President Joe Biden’s pick to run the Department of Health and Human Services, California’s Attorney General Xavier Becerra, faced a good deal of criticism from Senate Republicans during his confirmation hearing last week over his qualifications, his stance on abortion and several lawsuits he took part in recently.

During the hearing, South Dakota Republican Senator John Thune said that as California’s attorney general, Becerra “spent an inordinate amount of time and effort suing pro-life organizations, like the Little Sisters of the Poor,” a group of nuns whose ministry focuses on care for elders in poverty.

In his response Becerra said he “never sued the nun — any nuns.”

“I have taken on the federal government, but I’ve never sued any affiliation of nuns,” Becerra said. “And my actions have always been directed at the federal agencies.”

Facts First: This needs context. Becerra along with several other state attorneys general did not originally file a lawsuit against a group of nuns, but did sue the federal government over a rule designed to exempt groups like the Little Sisters of the Poor from the 2011 mandate that required employers to cover contraceptives for their employees. The nuns were later permitted to join the federal government as defendants in the case.

In 2017, the Trump administration expanded exemptions for the Obama-era mandate which required employers to provide healthcare plans that cover contraceptives. Under the new rule employers who held moral or religious objections to contraceptive coverage were exempt from the mandate.

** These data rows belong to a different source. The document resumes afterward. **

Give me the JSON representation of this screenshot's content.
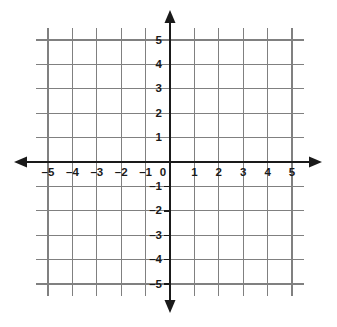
{
  "chart_data": {
    "type": "scatter",
    "title": "",
    "subtitle": "",
    "xlabel": "",
    "ylabel": "",
    "xlim": [
      -5,
      5
    ],
    "ylim": [
      -5,
      5
    ],
    "grid": true,
    "legend": null,
    "series": [],
    "x_tick_labels": [
      "–5",
      "–4",
      "–3",
      "–2",
      "–1",
      "0",
      "1",
      "2",
      "3",
      "4",
      "5"
    ],
    "x_tick_values": [
      -5,
      -4,
      -3,
      -2,
      -1,
      0,
      1,
      2,
      3,
      4,
      5
    ],
    "y_tick_labels": [
      "5",
      "4",
      "3",
      "2",
      "1",
      "–1",
      "–2",
      "–3",
      "–4",
      "–5"
    ],
    "y_tick_values": [
      5,
      4,
      3,
      2,
      1,
      -1,
      -2,
      -3,
      -4,
      -5
    ],
    "origin_label": "0",
    "annotations": [],
    "colors": {
      "grid": "#808080",
      "axis": "#1a1a1a",
      "background": "#ffffff",
      "label": "#1a1a1a"
    }
  },
  "graph": {
    "x_labels": [
      {
        "text": "–5",
        "value": -5
      },
      {
        "text": "–4",
        "value": -4
      },
      {
        "text": "–3",
        "value": -3
      },
      {
        "text": "–2",
        "value": -2
      },
      {
        "text": "–1",
        "value": -1
      },
      {
        "text": "1",
        "value": 1
      },
      {
        "text": "2",
        "value": 2
      },
      {
        "text": "3",
        "value": 3
      },
      {
        "text": "4",
        "value": 4
      },
      {
        "text": "5",
        "value": 5
      }
    ],
    "y_labels": [
      {
        "text": "5",
        "value": 5
      },
      {
        "text": "4",
        "value": 4
      },
      {
        "text": "3",
        "value": 3
      },
      {
        "text": "2",
        "value": 2
      },
      {
        "text": "1",
        "value": 1
      },
      {
        "text": "–1",
        "value": -1
      },
      {
        "text": "–2",
        "value": -2
      },
      {
        "text": "–3",
        "value": -3
      },
      {
        "text": "–4",
        "value": -4
      },
      {
        "text": "–5",
        "value": -5
      }
    ],
    "origin_label": "0"
  }
}
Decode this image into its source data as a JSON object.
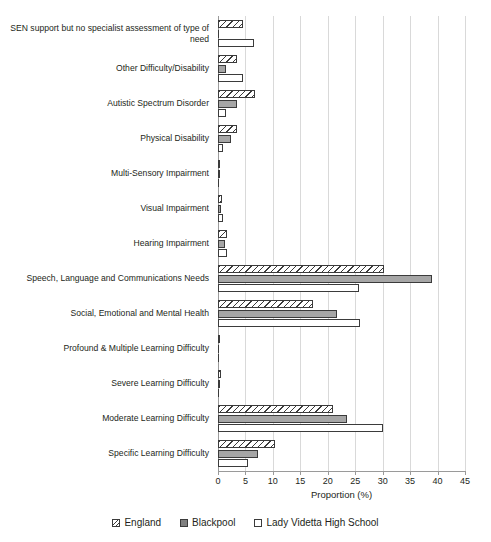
{
  "chart_data": {
    "type": "bar",
    "orientation": "horizontal",
    "title": "",
    "xlabel": "Proportion (%)",
    "ylabel": "",
    "xlim": [
      0,
      45
    ],
    "xticks": [
      0,
      5,
      10,
      15,
      20,
      25,
      30,
      35,
      40,
      45
    ],
    "grid": true,
    "legend_position": "bottom",
    "categories": [
      "SEN support but no specialist assessment of type of need",
      "Other Difficulty/Disability",
      "Autistic Spectrum Disorder",
      "Physical Disability",
      "Multi-Sensory Impairment",
      "Visual Impairment",
      "Hearing Impairment",
      "Speech, Language and Communications Needs",
      "Social, Emotional and Mental Health",
      "Profound & Multiple Learning Difficulty",
      "Severe Learning Difficulty",
      "Moderate Learning Difficulty",
      "Specific Learning Difficulty"
    ],
    "series": [
      {
        "name": "England",
        "color": "#ffffff",
        "pattern": "diagonal-hatch",
        "values": [
          4.5,
          3.4,
          6.8,
          3.4,
          0.2,
          0.7,
          1.6,
          30.3,
          17.3,
          0.3,
          0.5,
          21.0,
          10.4
        ]
      },
      {
        "name": "Blackpool",
        "color": "#a6a6a6",
        "pattern": "solid-grey",
        "values": [
          0.0,
          1.4,
          3.5,
          2.4,
          0.2,
          0.5,
          1.2,
          38.9,
          21.6,
          0.1,
          0.4,
          23.5,
          7.3
        ]
      },
      {
        "name": "Lady Videtta High School",
        "color": "#ffffff",
        "pattern": "light-dotted",
        "values": [
          6.5,
          4.6,
          1.5,
          1.0,
          0.0,
          0.9,
          1.7,
          25.7,
          25.8,
          0.0,
          0.0,
          30.0,
          5.5
        ]
      }
    ]
  },
  "axis": {
    "xlabel": "Proportion (%)",
    "tick_labels": [
      "0",
      "5",
      "10",
      "15",
      "20",
      "25",
      "30",
      "35",
      "40",
      "45"
    ]
  },
  "legend": {
    "items": [
      {
        "label": "England"
      },
      {
        "label": "Blackpool"
      },
      {
        "label": "Lady Videtta High School"
      }
    ]
  }
}
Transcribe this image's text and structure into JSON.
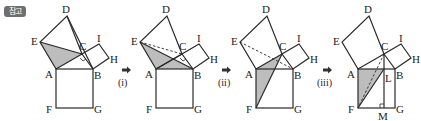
{
  "badge": {
    "label": "참고"
  },
  "colors": {
    "stroke": "#2a2a2a",
    "shade": "#bdbdbd",
    "badge_bg": "#6f6f6f"
  },
  "panels": [
    {
      "id": "panel-1",
      "points": [
        "A",
        "B",
        "C",
        "D",
        "E",
        "F",
        "G",
        "H",
        "I"
      ],
      "shaded": "triangle EAC"
    },
    {
      "id": "panel-2",
      "step_label": "(i)",
      "points": [
        "A",
        "B",
        "C",
        "D",
        "E",
        "F",
        "G",
        "H",
        "I"
      ],
      "shaded": "triangle EAB",
      "dashed": "EC"
    },
    {
      "id": "panel-3",
      "step_label": "(ii)",
      "points": [
        "A",
        "B",
        "C",
        "D",
        "E",
        "F",
        "G",
        "H",
        "I"
      ],
      "shaded": "triangle CAF",
      "dashed": "EB"
    },
    {
      "id": "panel-4",
      "step_label": "(iii)",
      "points": [
        "A",
        "B",
        "C",
        "D",
        "E",
        "F",
        "G",
        "H",
        "I",
        "L",
        "M"
      ],
      "shaded": "triangle LAF",
      "dashed": "CF"
    }
  ],
  "labels": {
    "A": "A",
    "B": "B",
    "C": "C",
    "D": "D",
    "E": "E",
    "F": "F",
    "G": "G",
    "H": "H",
    "I": "I",
    "L": "L",
    "M": "M"
  },
  "steps": {
    "s1": "(i)",
    "s2": "(ii)",
    "s3": "(iii)"
  },
  "arrow_glyph": "➡"
}
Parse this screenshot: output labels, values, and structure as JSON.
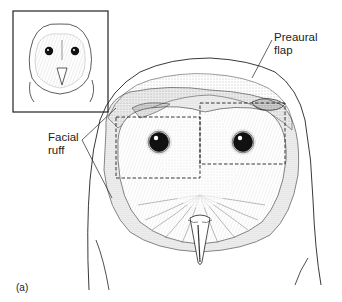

Instead, the Trump administration said those employees would be able to get contraceptives through the Title X family planning program, which provides funds for several services related to reproductive health.

A lawsuit against the new rule was filed in 2017 by California, which was joined later by four more states.

The Little Sisters of the Poor — who have been fighting against the original contraception mandate for several years — wanted to intervene in the case. The plaintiffs, which included Becerra, argued they should not be permitted to because, in part, the federal government was already acting on behalf of the Little Sisters of the Poor and similar groups by defending their interests.

“California did not name the Little Sisters in the original document; in that respect, they only ‘sued’ the federal government,” Adam White, a resident scholar at the right-leaning American Enterprise Institute told CNN. “But the entire point of their lawsuit was to revoke the rights that the government had granted to the Little Sisters and other groups, which California admitted by arguing that the Little Sisters’ rights were precisely the thing that the US government was defending in this case.”

The federal judge permitted the Little Sisters of the Poor to join the case as intervenor defendants because of their strong interest in the case and its outcome.

“As the hearings indicate, to be on the other side … from the Little Sisters of the Poor in a lawsuit is to suffer a PR hit,” Lawrence Sager, a professor and Alice Jane Drysdale Sheffield regents chair at the University of Texas law school told CNN. “It is hard not to think that that is why the group is intervening in these cases.”